2026 will be a year in which you can no longer plod along quietly. International tensions continue to fester, protectionism is rampant, and consumers are taking a wait-and-see approach. What seemed 'certain' yesterday appears to be temporary today. At the same time, the European economy is struggling in many sectors: energy costs, investment pressure, talent shortages, regulations, external competition. And while we remain stuck in place, others are moving full steam ahead.
Take China. The story is no longer about 'cheap production'. It's about speed, scale, industrialisation and technology in one fell swoop. And that forces us to come to an uncomfortable conclusion: if we want to remain competitive, we need to come up with better solutions faster. Not next year. Now.
Maar hier is het eerlijke probleem: we behandelen innovatie nog te vaak als iets dat “van boven” moet komen. Een directie die een innovatieprogramma lanceert. Een consultant die post-its op een muur plakt. Een innovatie-afdeling die ideeën verzamelt, er drie uit kiest en de rest netjes archiveert. Dat is geen innovatie. Dat is theater.
The real innovation is already within your organisation. It lies with the people who experience the friction every day: the operator who knows where the line is slowing down, the marketer who hears the customer's objections first-hand, the planner who sees where the bottleneck is, the service employee who can already predict the questions. They don't need more PowerPoint presentations. They need space.
Employee-driven innovation: the ideas are there
Employee-driven innovation means no longer viewing improvement and innovation as a hobby project for your spare time. Innovation is a verb. Action that can happen anywhere. You don't push ideas through a bureaucratic funnel; you bring experiments to the fore. You shift from 'prove to us first that it will work' to 'quickly test whether it works'. That is exactly what we need in Europe right now: agility in the workplace, not just ambition in the boardroom.
Start this month, not "someday"
If you take one thing away from this, it should be this: turn on employee-driven innovation today. Not with a slogan, but with five very concrete actions:
- Choose one focus. Link innovations to real pain points: lead time, energy consumption, customer retention, error rates, waste, safety. Employee-driven only really works when it addresses what people feel on a daily basis.
- Make time official. Give each team a fixed innovation moment (for example, half a day every two weeks). Not "when it's quiet", but scheduled, protected, with a mandate.
- Make small experiments normal. No 30-page business cases. Instead, conduct two-week pilots with a simple question: what are we testing, what are we measuring, what are we learning?
- Make it safe to fail. Not fail without commitment, but fail smart. Celebrate not only your successes but also your learnings. And stop holding people accountable for an experiment that was properly discontinued because it didn't work.
- Create a single, clear decision-making process for ideas. One channel, one format, one decision-making moment per month. Quick 'test', quick 'yes', quick 'no'. Communicate. Silence is the best 'innovation killer'.
Stop hoping. Organise it.
In 2026, you won't win with the most beautiful vision, but with the organisation that learns the fastest. And learning doesn't happen in meeting rooms, but in teams that are allowed to try. Test fast, fail fast, adjust fast.
Conclusion: if you are reading this as a supervisor, manager, project owner or entrepreneur, do yourself a favour. Stop waiting for the perfect plan. Encourage employee-driven innovation, make time and space for it, and let your people improve the work they are already doing.
Difficult to implement? Get in touch. I'm happy to help. The world is not becoming more stable. So you need to become faster.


What is expected: Your result should be the lines holding the word "left", copied from the entries below.

* * * * * * * * *

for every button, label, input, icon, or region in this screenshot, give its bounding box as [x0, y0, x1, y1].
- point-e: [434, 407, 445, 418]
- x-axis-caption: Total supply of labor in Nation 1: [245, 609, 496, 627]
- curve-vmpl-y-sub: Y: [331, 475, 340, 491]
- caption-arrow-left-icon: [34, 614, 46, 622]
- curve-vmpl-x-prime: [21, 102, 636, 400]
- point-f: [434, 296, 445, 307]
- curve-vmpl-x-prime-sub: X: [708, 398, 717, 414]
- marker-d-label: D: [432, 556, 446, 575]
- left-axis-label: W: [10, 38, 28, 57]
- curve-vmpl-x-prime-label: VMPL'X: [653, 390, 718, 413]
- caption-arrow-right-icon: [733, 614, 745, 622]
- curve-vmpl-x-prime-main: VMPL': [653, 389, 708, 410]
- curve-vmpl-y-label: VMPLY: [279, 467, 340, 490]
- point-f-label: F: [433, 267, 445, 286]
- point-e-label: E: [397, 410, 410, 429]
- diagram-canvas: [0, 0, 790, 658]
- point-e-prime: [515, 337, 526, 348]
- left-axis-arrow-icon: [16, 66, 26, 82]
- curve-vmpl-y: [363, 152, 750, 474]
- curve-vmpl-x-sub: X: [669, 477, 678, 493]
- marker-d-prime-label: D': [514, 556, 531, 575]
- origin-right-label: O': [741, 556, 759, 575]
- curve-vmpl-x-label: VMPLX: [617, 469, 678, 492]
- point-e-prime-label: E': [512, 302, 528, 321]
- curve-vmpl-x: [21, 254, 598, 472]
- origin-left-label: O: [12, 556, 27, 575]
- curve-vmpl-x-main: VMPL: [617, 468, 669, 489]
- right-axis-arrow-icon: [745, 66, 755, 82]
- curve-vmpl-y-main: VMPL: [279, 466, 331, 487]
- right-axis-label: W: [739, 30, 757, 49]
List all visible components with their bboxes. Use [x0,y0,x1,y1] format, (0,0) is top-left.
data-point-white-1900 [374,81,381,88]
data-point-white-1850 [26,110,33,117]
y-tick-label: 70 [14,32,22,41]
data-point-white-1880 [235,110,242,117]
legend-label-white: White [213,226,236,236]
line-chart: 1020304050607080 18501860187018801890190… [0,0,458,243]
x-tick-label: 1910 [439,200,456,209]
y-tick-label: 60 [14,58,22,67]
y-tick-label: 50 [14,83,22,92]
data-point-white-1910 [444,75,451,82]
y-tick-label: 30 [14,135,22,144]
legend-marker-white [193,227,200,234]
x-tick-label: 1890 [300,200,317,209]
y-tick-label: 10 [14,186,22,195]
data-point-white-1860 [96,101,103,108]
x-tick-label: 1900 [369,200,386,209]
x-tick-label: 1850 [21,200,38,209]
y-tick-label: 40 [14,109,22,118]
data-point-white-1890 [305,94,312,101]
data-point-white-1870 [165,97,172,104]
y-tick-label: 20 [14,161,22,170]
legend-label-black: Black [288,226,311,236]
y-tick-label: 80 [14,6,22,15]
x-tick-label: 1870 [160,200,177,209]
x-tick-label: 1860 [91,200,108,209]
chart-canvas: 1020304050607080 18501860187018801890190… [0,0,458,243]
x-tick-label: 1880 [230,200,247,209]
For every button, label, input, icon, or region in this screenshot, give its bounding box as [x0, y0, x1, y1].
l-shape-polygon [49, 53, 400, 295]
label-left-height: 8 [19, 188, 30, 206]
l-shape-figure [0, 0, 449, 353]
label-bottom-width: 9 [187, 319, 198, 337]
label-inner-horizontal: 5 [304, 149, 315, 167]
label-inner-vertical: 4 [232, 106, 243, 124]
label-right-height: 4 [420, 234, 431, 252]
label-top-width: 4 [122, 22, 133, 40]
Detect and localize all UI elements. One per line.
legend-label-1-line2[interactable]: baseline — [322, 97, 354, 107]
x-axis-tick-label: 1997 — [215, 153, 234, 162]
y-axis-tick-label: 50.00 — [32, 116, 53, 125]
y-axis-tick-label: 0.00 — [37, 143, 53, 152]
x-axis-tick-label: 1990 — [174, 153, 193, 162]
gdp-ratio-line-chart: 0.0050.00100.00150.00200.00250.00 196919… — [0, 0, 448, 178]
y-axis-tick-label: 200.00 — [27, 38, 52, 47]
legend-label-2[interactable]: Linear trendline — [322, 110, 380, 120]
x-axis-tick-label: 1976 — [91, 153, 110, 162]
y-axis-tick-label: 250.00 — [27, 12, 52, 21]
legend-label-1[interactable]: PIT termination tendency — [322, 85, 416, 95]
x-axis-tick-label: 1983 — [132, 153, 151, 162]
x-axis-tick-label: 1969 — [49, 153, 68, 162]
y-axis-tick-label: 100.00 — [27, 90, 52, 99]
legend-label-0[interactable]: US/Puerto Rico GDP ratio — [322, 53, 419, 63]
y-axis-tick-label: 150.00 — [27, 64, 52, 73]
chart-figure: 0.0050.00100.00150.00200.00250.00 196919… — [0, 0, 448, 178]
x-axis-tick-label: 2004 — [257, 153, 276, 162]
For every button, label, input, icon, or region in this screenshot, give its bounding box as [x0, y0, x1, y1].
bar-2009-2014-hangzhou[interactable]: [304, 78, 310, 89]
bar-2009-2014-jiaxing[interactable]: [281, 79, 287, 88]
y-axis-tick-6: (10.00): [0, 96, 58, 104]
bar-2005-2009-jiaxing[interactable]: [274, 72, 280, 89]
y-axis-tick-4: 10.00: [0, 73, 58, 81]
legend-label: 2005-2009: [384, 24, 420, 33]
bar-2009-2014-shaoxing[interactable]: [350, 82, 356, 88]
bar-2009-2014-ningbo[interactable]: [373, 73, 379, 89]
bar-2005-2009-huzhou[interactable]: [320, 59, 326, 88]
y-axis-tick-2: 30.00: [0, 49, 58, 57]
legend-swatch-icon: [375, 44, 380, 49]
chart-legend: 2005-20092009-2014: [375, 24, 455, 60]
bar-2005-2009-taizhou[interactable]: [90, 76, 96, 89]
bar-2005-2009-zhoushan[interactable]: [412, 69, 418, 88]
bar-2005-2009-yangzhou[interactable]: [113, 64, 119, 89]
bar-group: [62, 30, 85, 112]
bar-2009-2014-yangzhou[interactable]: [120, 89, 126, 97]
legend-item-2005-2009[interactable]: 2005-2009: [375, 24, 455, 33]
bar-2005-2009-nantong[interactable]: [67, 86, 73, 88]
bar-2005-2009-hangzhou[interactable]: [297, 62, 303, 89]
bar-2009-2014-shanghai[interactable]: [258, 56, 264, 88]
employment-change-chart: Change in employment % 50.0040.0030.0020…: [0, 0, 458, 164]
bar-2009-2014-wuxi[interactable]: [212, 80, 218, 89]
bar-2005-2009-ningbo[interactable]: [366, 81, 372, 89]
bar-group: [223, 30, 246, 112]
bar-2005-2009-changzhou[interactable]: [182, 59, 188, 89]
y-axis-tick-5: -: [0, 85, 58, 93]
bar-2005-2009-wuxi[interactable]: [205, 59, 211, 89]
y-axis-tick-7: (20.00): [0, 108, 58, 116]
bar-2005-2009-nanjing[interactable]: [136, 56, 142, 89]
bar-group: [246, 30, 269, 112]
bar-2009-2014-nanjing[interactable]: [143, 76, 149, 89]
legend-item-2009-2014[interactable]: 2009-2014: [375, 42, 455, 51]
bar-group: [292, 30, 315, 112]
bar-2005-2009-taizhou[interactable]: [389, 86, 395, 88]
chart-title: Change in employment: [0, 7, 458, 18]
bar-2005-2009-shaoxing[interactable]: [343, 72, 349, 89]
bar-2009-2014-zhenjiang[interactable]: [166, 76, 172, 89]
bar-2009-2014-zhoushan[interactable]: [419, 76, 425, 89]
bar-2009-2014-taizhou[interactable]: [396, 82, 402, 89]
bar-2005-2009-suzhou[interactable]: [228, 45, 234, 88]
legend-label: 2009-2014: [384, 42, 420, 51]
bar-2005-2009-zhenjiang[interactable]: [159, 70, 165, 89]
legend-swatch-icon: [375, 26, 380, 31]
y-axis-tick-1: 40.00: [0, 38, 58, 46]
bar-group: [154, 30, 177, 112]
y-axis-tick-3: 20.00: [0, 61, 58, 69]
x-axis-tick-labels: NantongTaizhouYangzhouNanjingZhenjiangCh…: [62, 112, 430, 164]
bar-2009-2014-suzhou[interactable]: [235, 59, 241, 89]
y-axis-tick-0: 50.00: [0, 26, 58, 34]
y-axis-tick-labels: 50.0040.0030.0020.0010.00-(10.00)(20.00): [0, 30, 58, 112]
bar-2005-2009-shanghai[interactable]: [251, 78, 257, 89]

* * * * * * * * *

Your response:
- caption-arrow-left-icon: [34, 614, 46, 622]
- left-axis-label: W: [10, 38, 28, 57]
- left-axis-arrow-icon: [16, 66, 26, 82]
- origin-left-label: O: [12, 556, 27, 575]
List all visible components with their bboxes. Use [x0,y0,x1,y1] format, (0,0) is top-left.
label-left-height: 8 [19, 188, 30, 206]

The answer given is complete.